Dharamsala Diary
His hands are most of the time up in the air. His one hand busily and angrily directs the maddening traffic and the other holds a mobile, into which he barks orders, perhaps for more passengers. When both his hands are on the steering wheel, it is to negotiate his taxi between an ominous landslide and a precipitous drop that leads you, if you are unfortunate, into the valley’s riverbed, far, far below. He gets his adrenalin going by a playing a continuous blast of Hindi movie songs.
But more than his cavalier treatment of what the passenger views as a life-and-death situation is the attitude of Dharamsala’s taxi-wallah. And Dharamsala’s taxi-wallah is a taxi-wallah with an attitude. He thinks he is the king of the road, both dirt and paved. The inequality in his majesty’s realm is a matter equally divided between the poor and the peeved.
Well, to refresh his royal memory, here is a background of his majestical antecedent. It was way back in 1990 when the Department of Information and International Relations of the Central Tibetan Administration organised the first conference of Tibet Support Groups. When the idea was first broached around 1988, the department hoped at the most about 36 Tibet supporters would show up for the conference. As it turned out, His Holiness the Dalai Lama won the 1989 Nobel Peace Prize and the number of those who attended the conference the following year shot up by more than 300. Well, this was more than what a refugee organisation could bargain for, or handle.
Remember, those were the days of pre-liberalisation India, when the logic of economics did not come to the assistance of demand. But somehow accommodation was found for the 300 or so guests, but the problem was how to ferry them every day from their hotel to the department? We certainly couldn’t ask our honoured guests to take a trek to the department. Most of them did not know on which side of the mountain the department was located in the first place. In their excitement over the trek, they might take a wrong turn and head up to Triund, Dharamsala’s highest point, perhaps to hold a support group conference with the gods of Tibet, amidst the numerous fading prayer flags, fluttering in the high wind. The number of vehicles the Central Tibetan Administration owned then was inadequate for the task. So, all the local vehicles were hired.
That was how Dharamsala happened to have a fleet of feisty taxis these days. And the logic of economics did come into force: where there is a demand, there is always a supply.
These days taking a taxi ride in Dharamsala is literally saying to the driver, “Here’s my life. You do what you want with it.†He will switch on the music and then turn the ignition key, which makes his taxi come to life with an angry roar. Then he flies up the mountain road.
You needn’t bother to tell him, to take his time, that you are in no great hurry. If you do, he will retort by saying, he’s got a lot of other passengers waiting. He wheezes past everything, pedestrians, lazy cows, chewing cud in the middle of the road, and oncoming vehicles. The way he roars ahead of every obstacle on the way makes you think the driver is gearing up for his next Grand Prix. As this thought crosses your mind, as if to prove you wrong, our telepathic driver suddenly stops and holds a lengthy conversation with the driver who’s coming down the hill. It doesn’t matter that the conference between the two of them has caused a big congestion, with shouts and blaring horns. The two of them have important matters to discuss. When at last the conversation ends, the driver with great agility weaves his vehicle amidst the traffic he has caused and manages to reach you in front of Nowroji’s General Store.
For all your trouble, and perhaps for saving your life, you have to pay him the princely sum of 50 rupees, which is more than the monthly salary of the Central Tibetan Administration staff in those early days.
Dharamsala’s taxi drivers are at their busiest during the 10th March commemoration, Losar or the annual function at the Tibetan Children’s Village when His Holiness the Dalai Lama is present. Then the taxi driver will not make anything stand in the way of his next trip up the hill. Then you notice there is a distinct gradation in the ranks of the vehicles plying the road. The king of the road is the taxi with a Dharamsala licensed number plate. Next comes the one with Himachal Pradesh license. The pageboy to the king is those outside the state. And you can tell. They driver deferentially, unsure and slowly on measured wheels. Somehow you are surprised the king doesn’t drive these lowly creatures off the cliff.
Days of gloom set in when His Holiness the Dalai Lama is off on an extended visit outside Dharamsala. The taxi driver is sullen and mournful with his usual wisdom on his lips. “No Guru-ji, no business-ji.â€ÂÂÂ
An occasional diary
(www.tibet.net is the official website of the Central Tibetan Administration.)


= ASSIGNMENT =
From the first line below to the last, reproduce the material exactly and leave out the images.

(MATERIAL PROVIDED)

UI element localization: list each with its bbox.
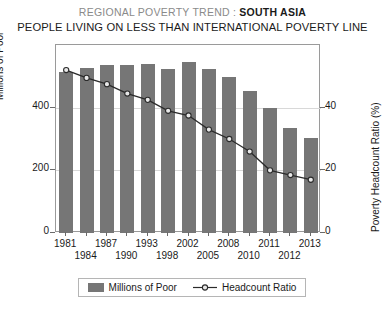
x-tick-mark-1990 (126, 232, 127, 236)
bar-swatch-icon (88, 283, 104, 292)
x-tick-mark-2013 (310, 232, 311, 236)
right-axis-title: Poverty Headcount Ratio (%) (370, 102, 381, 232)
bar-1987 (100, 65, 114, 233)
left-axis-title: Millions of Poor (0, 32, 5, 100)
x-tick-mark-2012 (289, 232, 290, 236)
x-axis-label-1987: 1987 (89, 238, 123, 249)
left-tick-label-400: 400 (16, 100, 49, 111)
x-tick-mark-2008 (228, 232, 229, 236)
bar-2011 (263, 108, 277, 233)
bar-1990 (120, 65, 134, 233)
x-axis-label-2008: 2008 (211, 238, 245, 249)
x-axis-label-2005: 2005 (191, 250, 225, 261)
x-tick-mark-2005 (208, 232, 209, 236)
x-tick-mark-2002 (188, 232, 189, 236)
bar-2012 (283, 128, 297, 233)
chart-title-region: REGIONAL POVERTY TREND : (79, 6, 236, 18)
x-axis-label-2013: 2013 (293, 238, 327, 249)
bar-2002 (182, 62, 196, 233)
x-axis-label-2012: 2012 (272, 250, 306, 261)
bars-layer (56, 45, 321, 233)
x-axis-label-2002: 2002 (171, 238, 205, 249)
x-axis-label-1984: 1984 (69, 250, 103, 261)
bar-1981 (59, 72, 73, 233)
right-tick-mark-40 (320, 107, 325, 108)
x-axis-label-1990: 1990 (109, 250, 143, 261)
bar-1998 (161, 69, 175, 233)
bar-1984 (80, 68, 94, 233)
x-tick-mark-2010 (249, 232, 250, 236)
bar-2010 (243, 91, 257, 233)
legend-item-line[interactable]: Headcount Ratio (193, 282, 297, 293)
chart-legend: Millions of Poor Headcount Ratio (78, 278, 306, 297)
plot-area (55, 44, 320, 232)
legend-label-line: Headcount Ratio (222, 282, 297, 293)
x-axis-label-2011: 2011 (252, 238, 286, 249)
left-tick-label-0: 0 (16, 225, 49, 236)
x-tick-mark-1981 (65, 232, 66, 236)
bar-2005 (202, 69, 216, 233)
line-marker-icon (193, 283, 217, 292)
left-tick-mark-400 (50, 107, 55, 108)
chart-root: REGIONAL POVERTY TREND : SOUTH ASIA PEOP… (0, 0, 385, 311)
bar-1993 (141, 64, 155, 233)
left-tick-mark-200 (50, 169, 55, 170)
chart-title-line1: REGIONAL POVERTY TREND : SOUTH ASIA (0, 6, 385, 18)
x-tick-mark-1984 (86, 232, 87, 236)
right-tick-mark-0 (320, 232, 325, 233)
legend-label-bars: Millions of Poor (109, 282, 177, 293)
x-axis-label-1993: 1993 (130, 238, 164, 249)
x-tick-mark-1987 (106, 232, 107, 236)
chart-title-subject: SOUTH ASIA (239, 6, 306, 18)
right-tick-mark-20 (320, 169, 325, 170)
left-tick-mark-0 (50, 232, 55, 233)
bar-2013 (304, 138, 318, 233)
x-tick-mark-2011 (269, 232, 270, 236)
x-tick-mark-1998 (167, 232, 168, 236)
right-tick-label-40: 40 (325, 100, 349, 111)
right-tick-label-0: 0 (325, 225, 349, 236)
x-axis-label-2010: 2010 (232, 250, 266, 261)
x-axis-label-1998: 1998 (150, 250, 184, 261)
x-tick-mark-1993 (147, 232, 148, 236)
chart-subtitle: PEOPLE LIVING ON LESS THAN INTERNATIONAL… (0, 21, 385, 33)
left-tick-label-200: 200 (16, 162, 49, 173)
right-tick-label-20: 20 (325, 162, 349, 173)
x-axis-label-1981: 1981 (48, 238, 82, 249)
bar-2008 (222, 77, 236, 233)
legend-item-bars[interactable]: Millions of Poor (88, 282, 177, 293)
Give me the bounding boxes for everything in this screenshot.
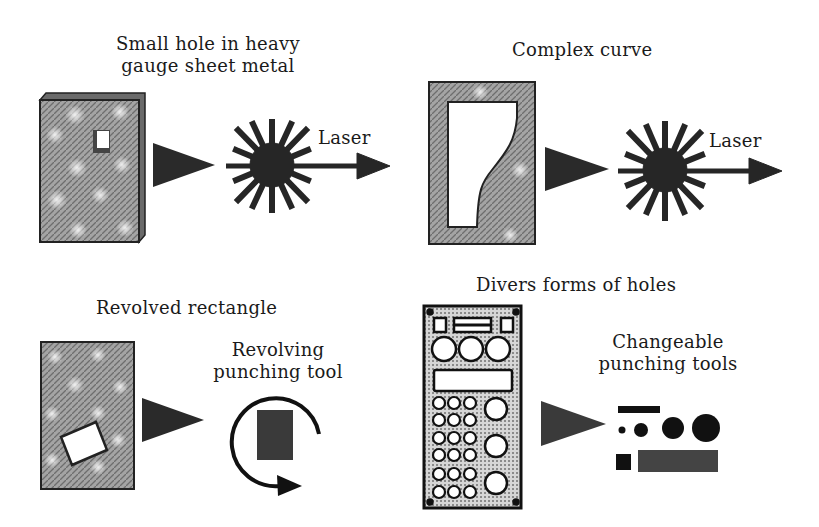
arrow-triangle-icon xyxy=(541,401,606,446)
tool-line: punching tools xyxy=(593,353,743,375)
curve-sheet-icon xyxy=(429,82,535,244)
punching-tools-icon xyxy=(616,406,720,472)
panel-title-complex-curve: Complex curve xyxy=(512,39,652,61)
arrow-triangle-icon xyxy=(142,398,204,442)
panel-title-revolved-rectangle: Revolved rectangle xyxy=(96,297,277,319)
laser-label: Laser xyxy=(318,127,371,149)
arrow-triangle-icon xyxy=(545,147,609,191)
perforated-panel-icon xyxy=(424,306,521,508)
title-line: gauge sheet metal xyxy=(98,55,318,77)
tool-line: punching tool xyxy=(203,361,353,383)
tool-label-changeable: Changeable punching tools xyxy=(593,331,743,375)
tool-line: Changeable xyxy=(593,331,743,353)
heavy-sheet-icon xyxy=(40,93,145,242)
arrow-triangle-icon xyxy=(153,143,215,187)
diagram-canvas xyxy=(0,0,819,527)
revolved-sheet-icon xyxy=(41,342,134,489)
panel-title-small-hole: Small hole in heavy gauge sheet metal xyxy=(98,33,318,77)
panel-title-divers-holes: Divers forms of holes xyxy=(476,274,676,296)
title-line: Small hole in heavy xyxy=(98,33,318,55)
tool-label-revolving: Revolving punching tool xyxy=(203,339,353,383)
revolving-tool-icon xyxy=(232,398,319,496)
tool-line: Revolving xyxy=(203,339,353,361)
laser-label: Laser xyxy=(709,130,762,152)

(End MATERIAL PROVIDED)

= SOLVED EXERCISE =
UI element localization: list each with its bbox.
x-tick-mark-1990 (126, 232, 127, 236)
bar-swatch-icon (88, 283, 104, 292)
x-tick-mark-2013 (310, 232, 311, 236)
right-axis-title: Poverty Headcount Ratio (%) (370, 102, 381, 232)
bar-1987 (100, 65, 114, 233)
left-axis-title: Millions of Poor (0, 32, 5, 100)
x-tick-mark-2012 (289, 232, 290, 236)
x-axis-label-1987: 1987 (89, 238, 123, 249)
left-tick-label-400: 400 (16, 100, 49, 111)
x-tick-mark-2008 (228, 232, 229, 236)
bar-2011 (263, 108, 277, 233)
bar-1990 (120, 65, 134, 233)
x-axis-label-2008: 2008 (211, 238, 245, 249)
x-axis-label-2005: 2005 (191, 250, 225, 261)
x-tick-mark-2005 (208, 232, 209, 236)
x-tick-mark-2002 (188, 232, 189, 236)
bar-2012 (283, 128, 297, 233)
chart-title-region: REGIONAL POVERTY TREND : (79, 6, 236, 18)
x-axis-label-2013: 2013 (293, 238, 327, 249)
bar-2002 (182, 62, 196, 233)
x-axis-label-2012: 2012 (272, 250, 306, 261)
bars-layer (56, 45, 321, 233)
x-axis-label-2002: 2002 (171, 238, 205, 249)
x-axis-label-1984: 1984 (69, 250, 103, 261)
bar-1981 (59, 72, 73, 233)
right-tick-mark-40 (320, 107, 325, 108)
x-axis-label-1990: 1990 (109, 250, 143, 261)
bar-1998 (161, 69, 175, 233)
bar-1984 (80, 68, 94, 233)
x-tick-mark-2010 (249, 232, 250, 236)
bar-2010 (243, 91, 257, 233)
legend-item-line[interactable]: Headcount Ratio (193, 282, 297, 293)
chart-legend: Millions of Poor Headcount Ratio (78, 278, 306, 297)
plot-area (55, 44, 320, 232)
legend-label-line: Headcount Ratio (222, 282, 297, 293)
x-axis-label-2011: 2011 (252, 238, 286, 249)
left-tick-label-0: 0 (16, 225, 49, 236)
x-tick-mark-1981 (65, 232, 66, 236)
bar-2005 (202, 69, 216, 233)
line-marker-icon (193, 283, 217, 292)
left-tick-mark-400 (50, 107, 55, 108)
chart-root: REGIONAL POVERTY TREND : SOUTH ASIA PEOP… (0, 0, 385, 311)
bar-1993 (141, 64, 155, 233)
left-tick-mark-200 (50, 169, 55, 170)
chart-title-line1: REGIONAL POVERTY TREND : SOUTH ASIA (0, 6, 385, 18)
x-tick-mark-1984 (86, 232, 87, 236)
right-tick-mark-0 (320, 232, 325, 233)
legend-label-bars: Millions of Poor (109, 282, 177, 293)
x-axis-label-1993: 1993 (130, 238, 164, 249)
x-tick-mark-1987 (106, 232, 107, 236)
chart-title-subject: SOUTH ASIA (239, 6, 306, 18)
right-tick-mark-20 (320, 169, 325, 170)
left-tick-mark-0 (50, 232, 55, 233)
bar-2013 (304, 138, 318, 233)
x-tick-mark-2011 (269, 232, 270, 236)
x-tick-mark-1998 (167, 232, 168, 236)
right-tick-label-40: 40 (325, 100, 349, 111)
right-tick-label-0: 0 (325, 225, 349, 236)
x-axis-label-2010: 2010 (232, 250, 266, 261)
x-axis-label-1998: 1998 (150, 250, 184, 261)
x-tick-mark-1993 (147, 232, 148, 236)
chart-subtitle: PEOPLE LIVING ON LESS THAN INTERNATIONAL… (0, 21, 385, 33)
left-tick-label-200: 200 (16, 162, 49, 173)
right-tick-label-20: 20 (325, 162, 349, 173)
x-axis-label-1981: 1981 (48, 238, 82, 249)
bar-2008 (222, 77, 236, 233)
legend-item-bars[interactable]: Millions of Poor (88, 282, 177, 293)
Give me the bounding boxes for everything in this screenshot.
arrow-triangle-icon xyxy=(541,401,606,446)
tool-line: punching tools xyxy=(593,353,743,375)
curve-sheet-icon xyxy=(429,82,535,244)
punching-tools-icon xyxy=(616,406,720,472)
panel-title-complex-curve: Complex curve xyxy=(512,39,652,61)
arrow-triangle-icon xyxy=(142,398,204,442)
panel-title-revolved-rectangle: Revolved rectangle xyxy=(96,297,277,319)
laser-label: Laser xyxy=(318,127,371,149)
arrow-triangle-icon xyxy=(545,147,609,191)
perforated-panel-icon xyxy=(424,306,521,508)
title-line: gauge sheet metal xyxy=(98,55,318,77)
tool-line: punching tool xyxy=(203,361,353,383)
tool-label-changeable: Changeable punching tools xyxy=(593,331,743,375)
tool-line: Changeable xyxy=(593,331,743,353)
heavy-sheet-icon xyxy=(40,93,145,242)
arrow-triangle-icon xyxy=(153,143,215,187)
diagram-canvas xyxy=(0,0,819,527)
revolved-sheet-icon xyxy=(41,342,134,489)
panel-title-small-hole: Small hole in heavy gauge sheet metal xyxy=(98,33,318,77)
panel-title-divers-holes: Divers forms of holes xyxy=(476,274,676,296)
title-line: Small hole in heavy xyxy=(98,33,318,55)
tool-label-revolving: Revolving punching tool xyxy=(203,339,353,383)
revolving-tool-icon xyxy=(232,398,319,496)
tool-line: Revolving xyxy=(203,339,353,361)
laser-label: Laser xyxy=(709,130,762,152)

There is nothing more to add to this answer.